What you’re describing sounds most likely normal connective tissue or cartilage, not something dangerous.
In a pork shoulder (especially slow-cooked), it’s common to find:
🐖 What those “hard sharp spikes” could be
- Tendons / connective tissue that didn’t fully break down yet
- Cartilage pieces from joints near the shoulder
- Small bone fragments if it was a bone-in cut
- Rendered fat that hardened unevenly after cooling
Pork shoulder is a tough cut with lots of collagen, so even after slow cooking, some parts don’t turn completely soft.
⚠️ When to be cautious
Stop eating and check carefully if:
- You find actual sharp bone shards
- Pieces are very hard like glass or splintery
- There’s any sign of unusual contamination or bad smell
Bone fragments can occasionally happen in processed or poorly trimmed cuts.
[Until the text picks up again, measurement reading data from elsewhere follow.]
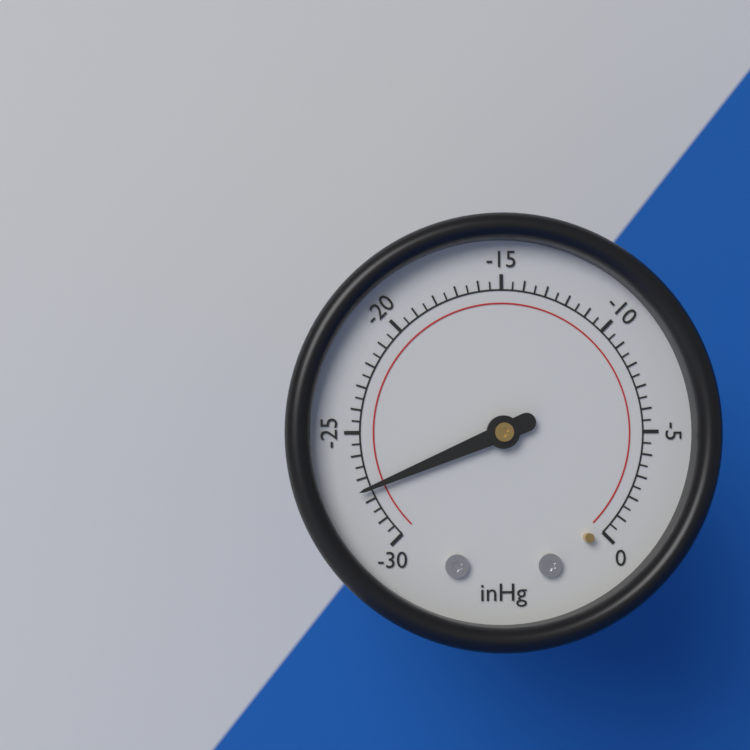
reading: -27.5 inHg
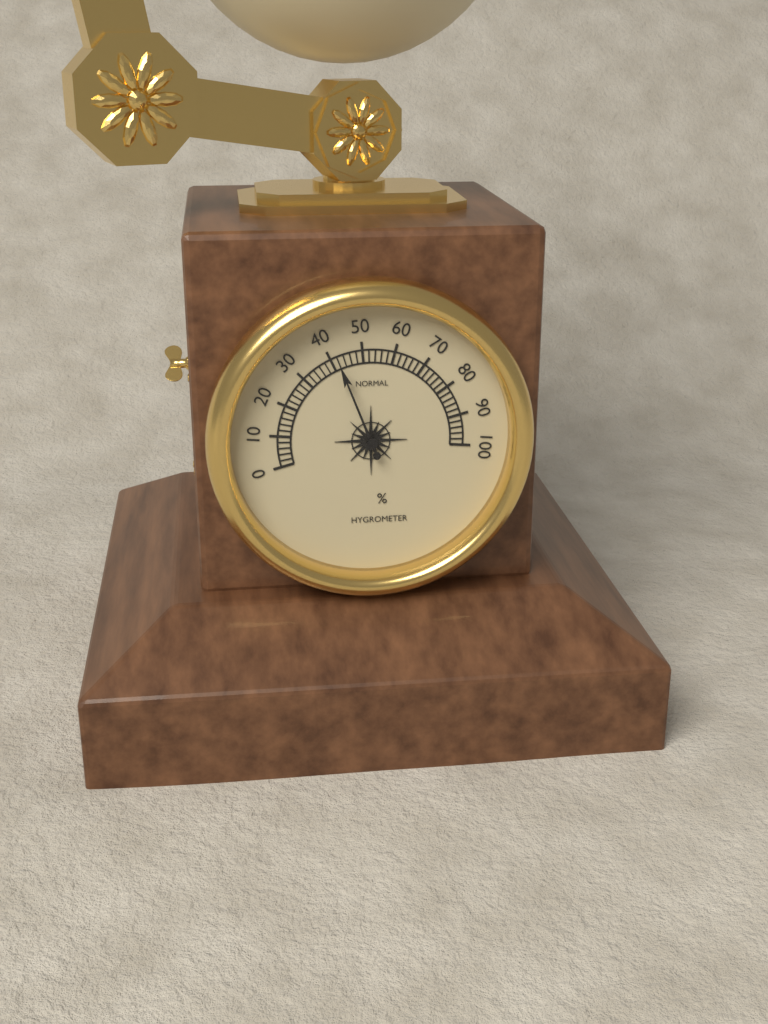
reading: 42 %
🧠 Why it happens more in slow cooker meat
- Slow cooking breaks down collagen into gelatin
- But thicker tendons and cartilage don’t always fully dissolve
- So you get a mix of soft meat + slightly firm “stringy” bits
👍 What you should do
- Pick out any hard pieces you’re unsure about
- If it feels like bone, discard it
- The rest of the meat is usually fine if it smells and tastes normal
🧩 Bottom line
Most likely: normal connective tissue or cartilage from pork shoulder, not anything harmful—but always remove anything that feels like sharp bone just to be safe.
If you want, you can describe or upload a picture, and I can help you identify it more accurately.